05 December 2025

Trump Pardons Honduran ex-President

https://pilgrimunderground.blogspot.com/2024/06/dictators-and-drug-dealers-americas.html

https://www.bbc.com/news/articles/c1kpm0rvxepo

The Mainstream Media is actually giving this latest Trump pardon story some attention - even while it all but ignored Orlando Hernandez's conviction and sentencing last year.

The coverage focuses on the fact that Trump is undermining the Justice Department and the work done by the US Attorney in building the case against the former Honduran president.

It also calls attention to the utter incongruity and hypocrisy of Trump's argument (without evidence) that Venezuela's Maduro is an imminent (even terroristic) threat with regard to narco-trafficking, even while there is abundant evidence against Orlando Hernandez and documentation that he sought to harm the 'gringos' by stuffing drugs up their noses - as he so eloquently put it.

The coverage fails in the analysis of Trump's motives. Clearly he sought to steer the recent and still disputed Honduran election and argued for Nasry Asfura, the Right-wing candidate - suggesting he would withhold aid unless he was elected.

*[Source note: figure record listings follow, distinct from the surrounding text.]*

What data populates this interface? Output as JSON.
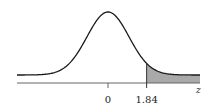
{
  "chart_data": {
    "type": "area",
    "title": "",
    "xlabel": "z",
    "ylabel": "",
    "x_ticks": [
      {
        "value": 0,
        "label": "0"
      },
      {
        "value": 1.84,
        "label": "1.84"
      }
    ],
    "xlim": [
      -3.2,
      3.2
    ],
    "grid": false,
    "legend": null,
    "curve": "standard-normal-pdf",
    "shaded_region": {
      "from": 1.84,
      "to": "infinity",
      "side": "right-tail"
    },
    "colors": {
      "curve": "#1a1a1a",
      "shade": "#a9a9a9",
      "axis": "#555555"
    }
  },
  "labels": {
    "tick_zero": "0",
    "tick_cut": "1.84",
    "axis_var": "z"
  }
}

But how would the pardoning of Orlando Hernandez affect the election? If anything it might galvanize the opposition - the mere prospect that this controversial and corrupt authoritarian leader might return to the country would hardly motivate the Right to vote in greater numbers. If anything it would startle the Left and motivate their bloc to action.

So why pardon him?

The media won't touch this but it's an oft repeated story - it concerns the internal battles within the US Federal Government. The State and Justice Departments (which includes the FBI) are often at odds with the White House and the CIA. The Justice Department pursues the conviction of criminals breaking US laws and the State Department works to facilitate extraditions etc. The White House and CIA are concerned with big picture geopolitics and the latter organisation has a long history of backing dictators and narco-regimes. The money flows into the coffers of Langley and allows it to run its off the book black operations beyond any kind of oversight or accountability. Indeed there are those who argue the US financial system is so awash with drug money and dependent on it that it's removal would bring about collapse. The CIA would be in a position to understand this and factor it into its larger set of calculations.

The White House and especially the CIA and even the larger (and fluid) body of figures that we might think of as modern day Praetorians also think in terms of 'the big picture' of how US power works - something the Justice Department doesn't even register. The State Department is also often lost in the weeds of bureaucracy and minutiae, and strict legal frameworks. It's a vast organisation that has many tasks and responsibilities and this (all too often) seems to limit the vision and effectiveness of Secretaries of State. There are many instances where they are effectively cut out of the action.

But there are exceptions. Some Secretaries are very powerful, especially when serving under presidents lacking foreign policy credentials and prowess. Kissinger certainly dominated Ford as did Hillary Clinton with Obama. John Foster Dulles (along with his CIA-director brother Allen) certainly exerted great influence over Eisenhower.

But so many others such as Schultz (under Reagan), Powell (under Bush), and Rogers (under Nixon) were marginalised and often circumvented. Tillerson (under Trump) was curtailed and ineffective and it could be argued that Rubio is also limited - playing a large role in Latin America but taking a back seat almost everywhere else.

I posit Orlando Hernandez was released because he was a powerful and favoured US ally that emerged from the context of the US sponsored coup in 2009. His conviction fell under the aegis of the Biden administration and Attorney General Merrick Garland and Secretary of State Anthony Blinken. While the latter is certainly tainted with accusations of corruption, it follows that he wouldn't have been on board with the kind of Realpolitik advocated by the CIA in Latin America. Garland is an absolute 'by the book' sort of figure, and Biden while impressive in terms of rallying NATO was in other respects ineffective, in obvious decline, and easily outmaneuvered.

What of Orlando Hernandez's connections to drugs and organised crime?

What of it? The CIA and White House have long allied with and utilized such figures and its clear he was a favourite who still had friends. The idea that he was just going to rot in prison the rest of his life was dubious to me. I figured there was a good chance he could end up dead - but release was always a distant possibility.

Did Orlando Hernandez have a 'trump' card, some kind of information that still made him viable and even dangerous to figures within the US Empire? He may have or he may be reckoned as still useful. Clearly there are those unhappy with the fate of Jair Bolsonaro and don't want to further establish the precedent of jailing corrupt Right-wing leaders.

The media is missing the story. They're arguing - what about all these things he did? How could be released? They say this failing to realize that it's because of those very things that he has been pardoned and released. They either fail to understand or willingly obfuscate the deep criminality at the heart of the American system and its foreign policy.